Thank you. Hi everyone, my name is Chris Wharton, I’m an associate professor of nutrition here at Arizona State University. I’m also the interim-Director of the School of Nutrition and Health Promotion.  

So, let me start off by providing a brief description of an otherwise non-descript day in the life of an average American. This person gets up in the morning, quickly gets ready, then hops in the car for her 20 or so minute commute to the office. She stops by Starbucks, gets to the office, then sits down at her desk to work at her computer. Around midday, she’s hungry so she heads out for lunch at a nearby café, comes back to finish up her work. After a pretty long day, she’s ready to head home. But you know she's tired, so she grabs some dinner on the way home, then gets back, and relaxes in front of the TV before heading off to bed.  

None of that sounds out of the ordinary or concerning. But, I contend, it's completely shocking. You see, we live in the Matrix. If you remember that movie, a character, Morpheus, who offers to another character, Neo, a blue pill or a red pill. Take the blue pill, and go back to everyday life.

Take the red pill, and see the world for what it actually is. I'm offering you the red pill.  

Here is what the red pill would show you:  

Americans spend more time in their cars than they do outside, watch 35 hours of television, a week, spend more money on food away from the home than they do on groceries.  

Americans waste 1/3 of the food produced in the US, and that wasted food represents $640 of lost value at the household level, and the 3rd largest source of manmade methane emissions, at the national level.  

The majority of Americans are also indebted, have less than $1000 of retirement savings, and if faced with a $500 emergency, would have to take a loan or sell something to manage the cost.  
In other words, we live in a world of wild, damaging, unsustainable excess. We are surrounded by unhealthy food options. We live in places built for cars, not for walking or biking. We're buried in screens 24-7. We face calls to buy stuff endlessly. And we live in a consumer culture that is dependent on the notion of disposal.  

But here's the thing: these excesses are so fully normalized, they so fully meet our expectations of how everyday life ought to look, that we no longer see them as excessive at all. They simply hide in plain sight.  

As a result, we eat poorly, we move too little, we spend too much , and damage the environment along the way, all as our default behaviors.  

So what's been the response to this unfortunate situation? Well, when it comes to almost any behavior change, specialists often suggest this baby-steps approach. Doing one little thing at a time and building up slowly but surely from there. And that's probably because that's how we do our research. We do this reductionist approach to behavior like we would any other experimental research.  
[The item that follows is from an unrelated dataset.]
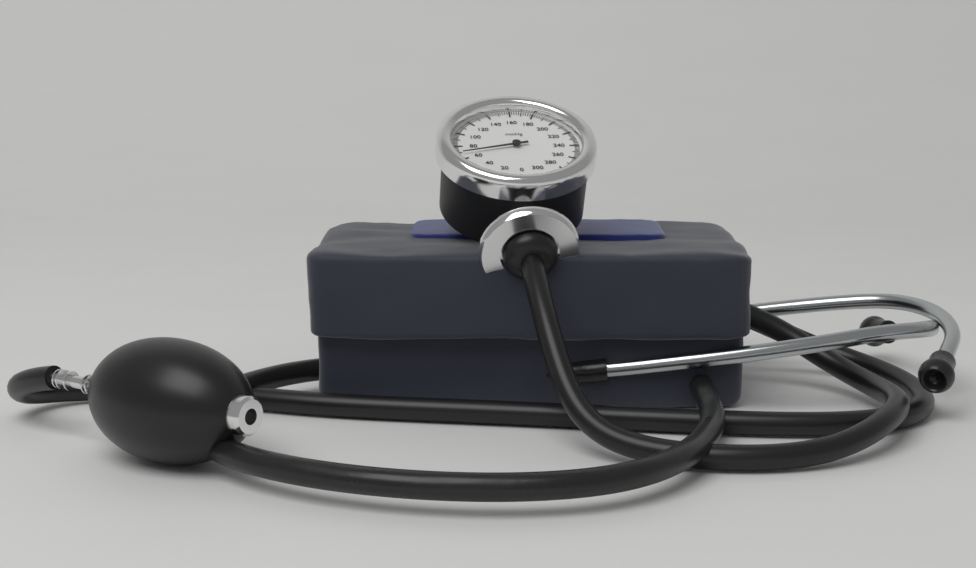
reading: 68 mmHg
The problem, however, is that if we live in a world of excess, then changing one small thing at a time will simply do nothing for many. Why? Because the whole of the environment around us and the rest of our lifestyles are still built to support the behavior we used to engage in, not the new one we're trying to achieve.  

So, what's the solution?  

Well, if excess is the problem, simplicity is the solution. And if excess is pervasive, then changing small things one at a time won't cut it. In fact, I contend a possible route of greater success is to change everything, all at once.  
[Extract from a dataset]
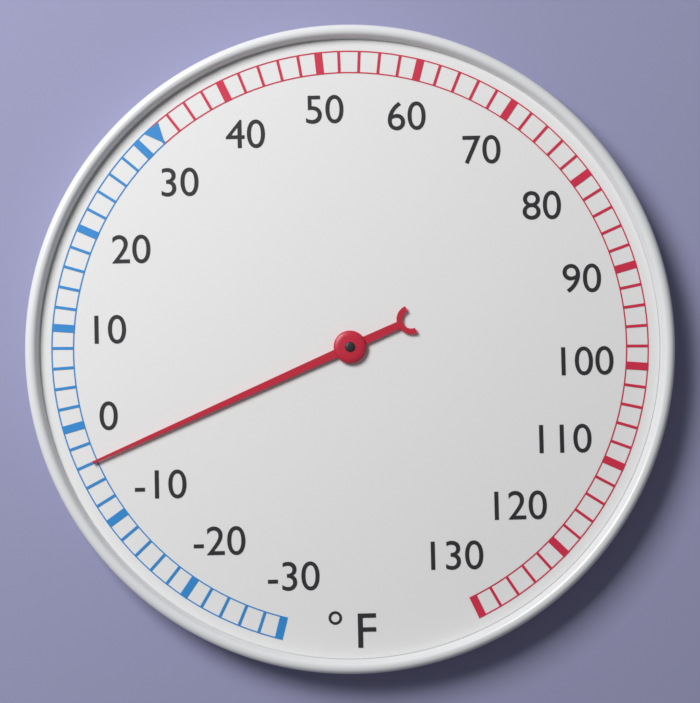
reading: -4 °F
That sounds counter-intuitive, and hard. But recent research has shown we're far more adaptable to change, even dramatic change, than we give ourselves credit for. And it's possible that making multiple changes in key behaviors, including screen time, transportation, eating, moving, and spending, could synergistically work together not only to help changes persist, but to have simultaneous positive impacts in multiple areas of life, including health, wealth or financial security, happiness, and sustainability.  

So, my lab at ASU is now investigating this approach to lifestyle-wide behavior change, and we're just beginning to find some interesting results. The key is values-based behavior. Values like good health, living sustainably and connecting to community, these are all important to not just one behavior, but many at once. It turns out when people choose behaviors based on their values - and not the excessive norms that are so common - behavior changes become more important, more impactful, and possibly, more persistent. And often these values are based in the virtue of simplicity by engaging less in the consumer culture that drives us to ill-health and destroys the environment.  

For example, we conducted research with community supported agriculture participants, these are people who sign up with local farms to receive weekly shipments of fruits and vegetables rather than getting them from the grocery store or a big-box store. These participants told us they were motivated by multiple synergistic values, including health, concern for the environment, and connection to community. As a result, they tried harder to use the healthy foods that they got, and they worked harder to avoid wasting those foods in a way that was different than foods they might get from the grocery store.  

Our work into the future will build upon these ideas to create multiple behavior change methodologies. We'll be developing interventions employing values-based behavioral systems that limit screen time (especially at night), increase active transportation (for example, bicycling for run errands), eating simpler and healthier foods, and managing a budget based on values, to see how we can move people to make lots of change, all at once, for the benefit of themselves and the planet.  

So, as you leave here today, ask yourself: which pill did you take? Will you walk out those doors, and see the world as you always have? Or will you see a world potentially far out of sync with your own values, your own health? And if you do, how bold could you be changing how you live in that world?